ShinyHunters Shear Rockstar Games: When The Sky Pasture Bites Back

ShinyHunters Shear Rockstar Games: When The Sky Pasture Bites Back

I want you to understand something. I have been warning about third-party analytics vendors since before most of your current security staff were in primary school. And yet, here we are.

Rockstar Games, the studio responsible for convincing millions of people to steal virtual cars, has had its actual data stolen. The ShinyHunters extortion gang has leaked analytics data lifted not from Rockstar directly, but from Anodot, a third-party analytics provider. The flock trusted a stranger with the grain, the stranger left the barn door open, and the wolves walked right in.

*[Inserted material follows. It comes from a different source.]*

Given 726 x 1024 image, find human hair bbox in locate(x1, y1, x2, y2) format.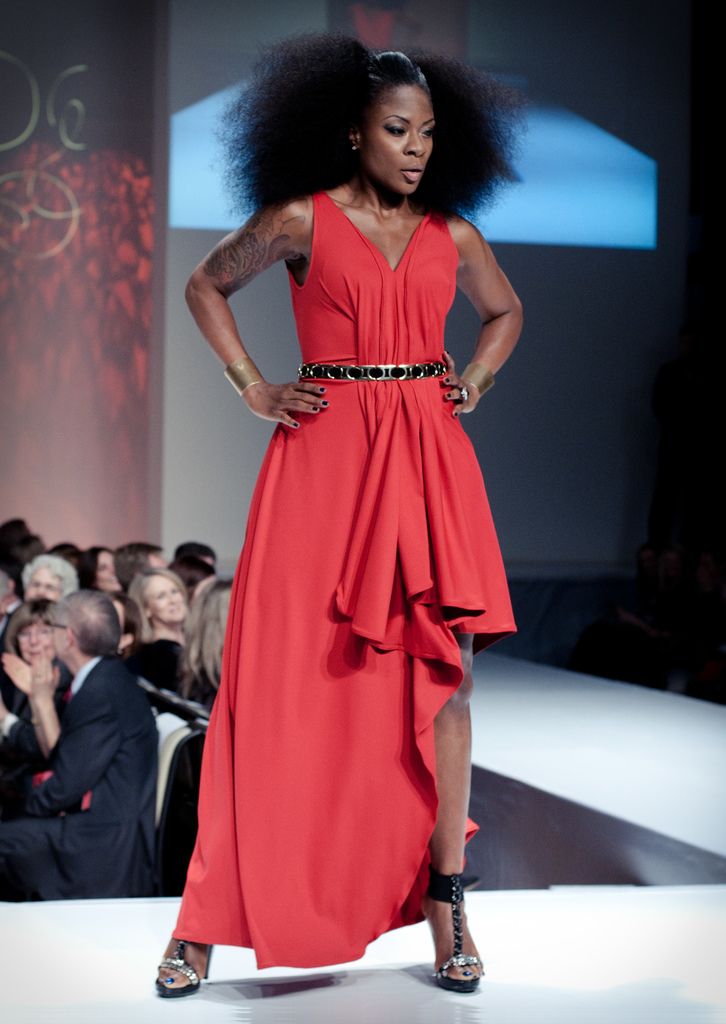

This is a supply chain exposure. The wolves did not need to breach Rockstar's fence at all. They found a softer target in the supply chain, extracted what they wanted, and are now airing it publicly after the ransom presumably went nowhere. Classic extortion playbook. We studied this in 1994. Nothing has changed except the gang names and the dramatically lower attention spans of the shepherds.

Now, ShinyHunters is not new. This particular pack of wolves has a long and distinguished career of luring credentials and parasites into major platforms. They are professionals. I will give them that grudging respect. Your analytics vendor, apparently, is not.

The Sky Pasture, everyone. The magnificent, convenient, absolutely terrifying Sky Pasture. You handed sensitive telemetry to a cloud analytics firm and then, I can only assume, went back to your ergonomic chairs and your cold brew coffee and thought nothing more of it.

In the old days, your analytics lived on a magnetic tape in a locked room. You knew exactly where it was. You could physically sit on it if necessary. Nobody was leaking that tape to a criminal forum at 2 AM.

But sure. The cloud is "scalable."

Remediation

Listen carefully, because I will not repeat myself at this volume.

First. Audit every third-party vendor touching your data. Every single one. If you cannot name them without checking a spreadsheet, you have already failed.

Second. Apply the ointment. Patch your vendor contracts to include mandatory security standards and breach notification windows. A handshake and a pricing tier is not due diligence.

Third. Segment your data. Not every analytics partner needs access to everything. Give them a sheep tunnel with limited visibility, not a guided tour of the entire pasture.

Fourth. Assume the wolves are already inside any vendor you have not audited in eighteen months. Act accordingly.

The flock does not get to be surprised by this. The shepherds were warned. Repeatedly. By people like me.

Stay paranoid, the pasture is not safe.